* **Problem requirements**:
Transcribe exactly the line with "This screenshot has width=644, height=833." and each line that follows it in the listing, down to the last, omitting all pictures.

*** Opening Records shown ***

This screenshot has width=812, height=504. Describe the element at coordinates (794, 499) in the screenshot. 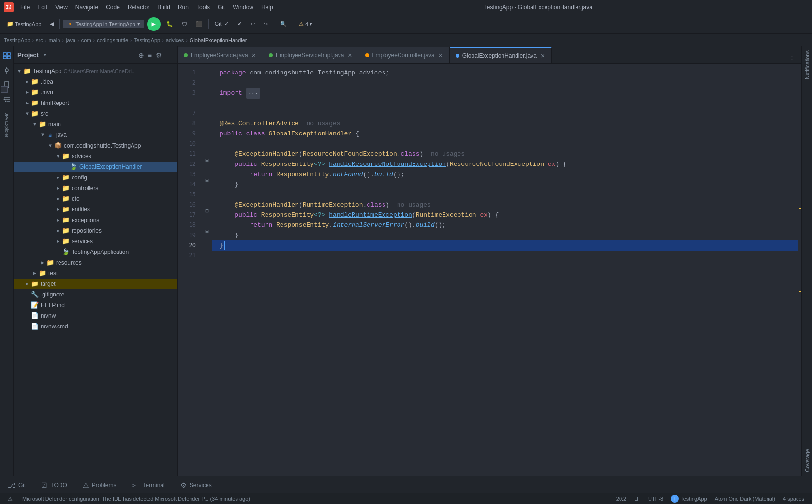

I see `status-indent: 4 spaces` at that location.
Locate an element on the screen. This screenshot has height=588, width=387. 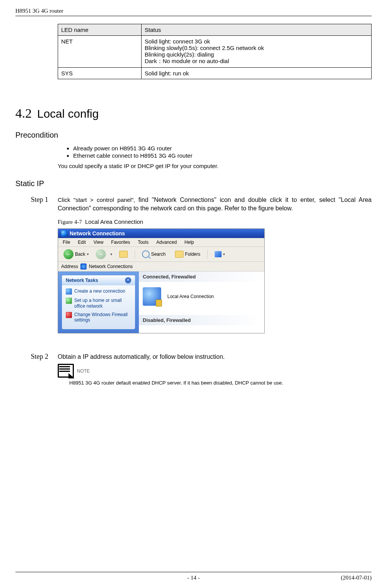
address-icon is located at coordinates (83, 267).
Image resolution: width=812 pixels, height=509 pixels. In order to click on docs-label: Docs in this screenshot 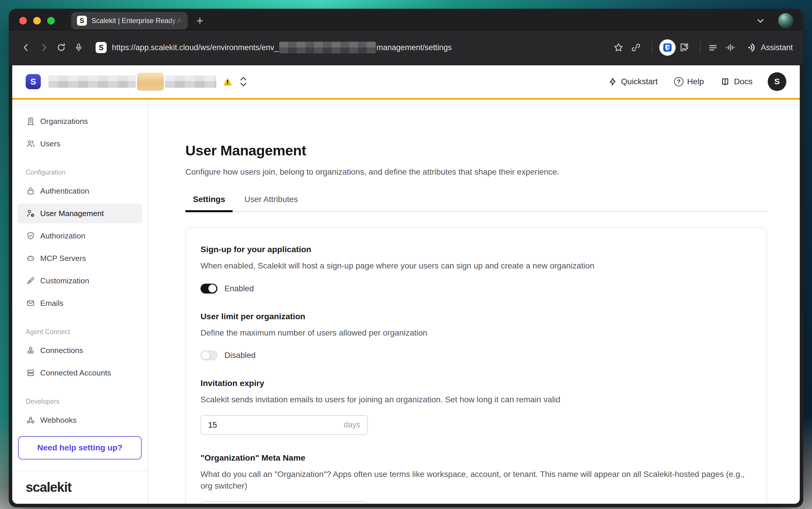, I will do `click(743, 81)`.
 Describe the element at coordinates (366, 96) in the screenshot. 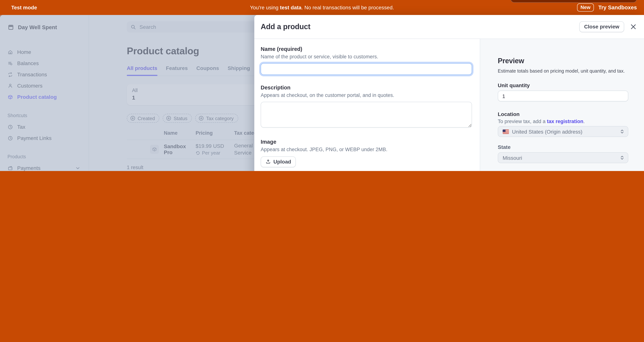

I see `description-helper: Appears at checkout, on the customer por…` at that location.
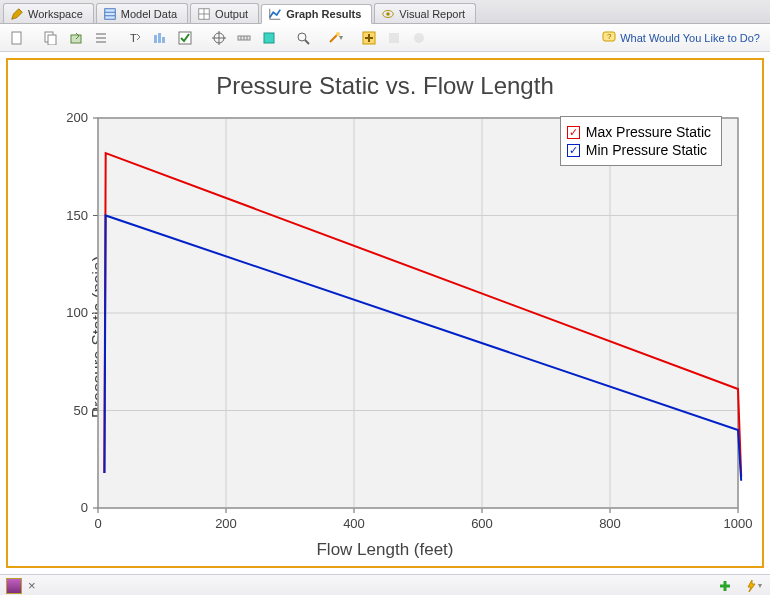 The image size is (770, 595). Describe the element at coordinates (385, 82) in the screenshot. I see `chart-title: Pressure Static vs. Flow Length` at that location.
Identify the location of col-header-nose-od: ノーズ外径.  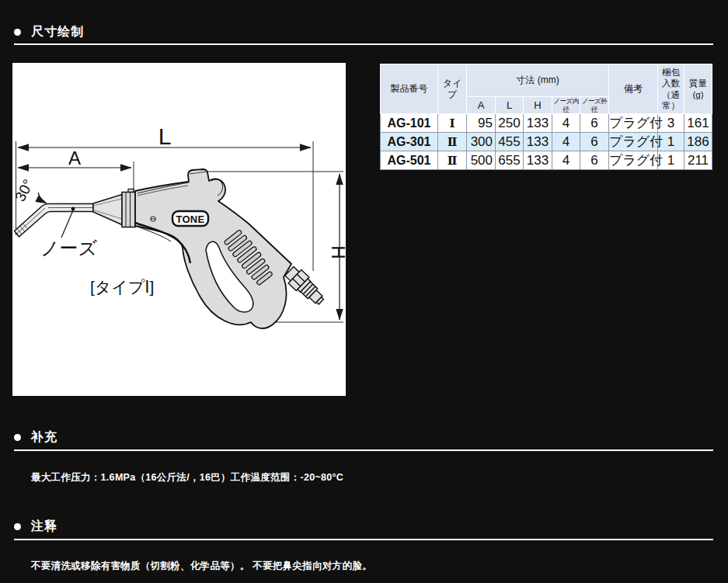
(595, 106).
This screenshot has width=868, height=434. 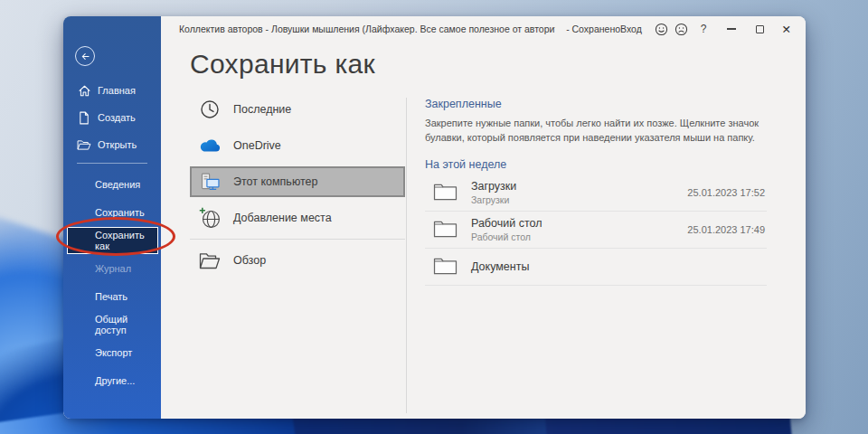 What do you see at coordinates (593, 29) in the screenshot?
I see `saved-status: - Сохранено` at bounding box center [593, 29].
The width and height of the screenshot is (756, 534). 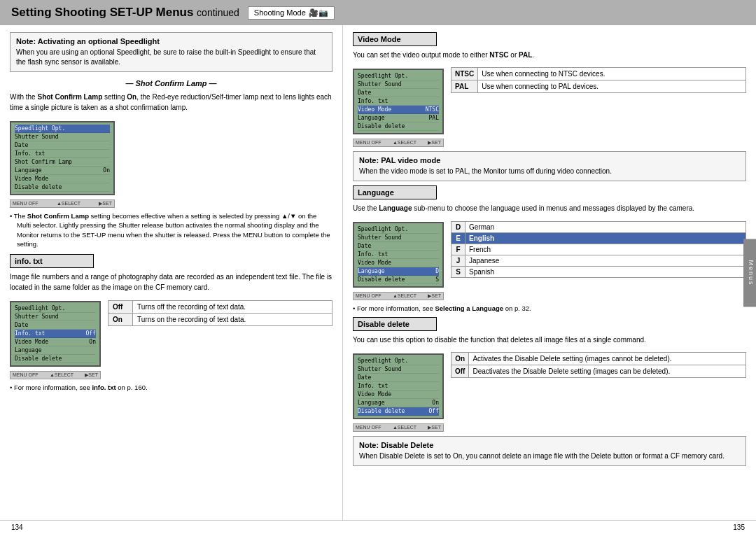 I want to click on shooting-mode-badge: Shooting Mode 🎥📷, so click(x=291, y=13).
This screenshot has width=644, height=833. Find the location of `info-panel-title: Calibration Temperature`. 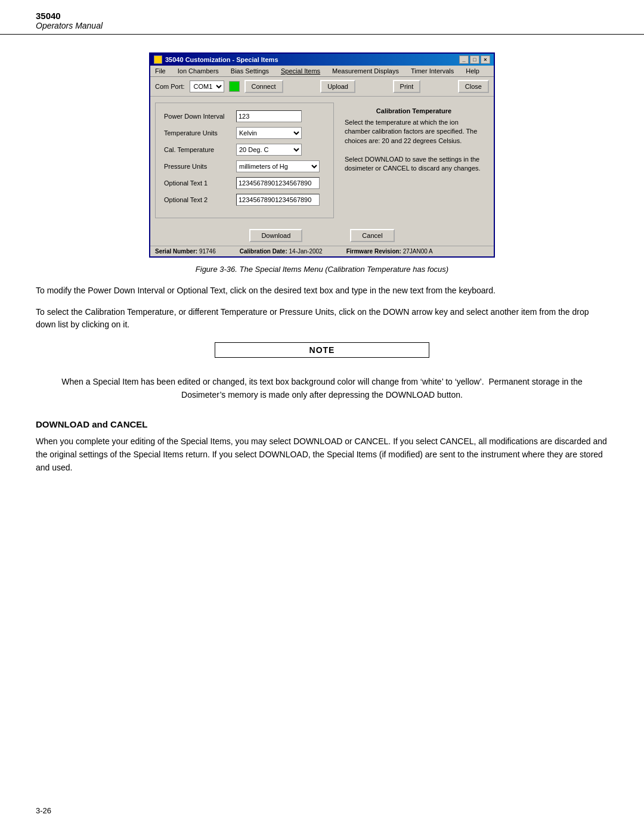

info-panel-title: Calibration Temperature is located at coordinates (414, 111).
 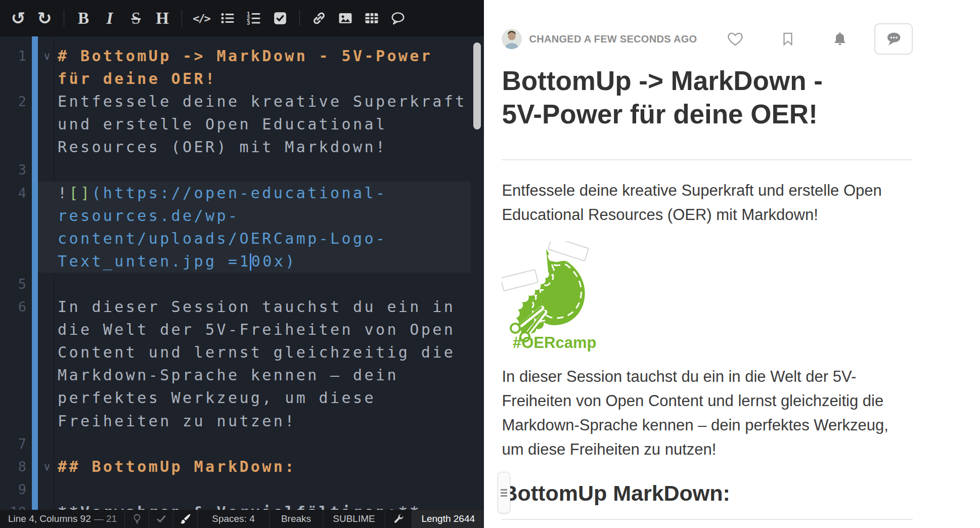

*** Closing Records shown ***

* **Solution for this exercise**:
This screenshot has width=644, height=833. Find the location of `info-panel-title: Calibration Temperature`. 

info-panel-title: Calibration Temperature is located at coordinates (414, 111).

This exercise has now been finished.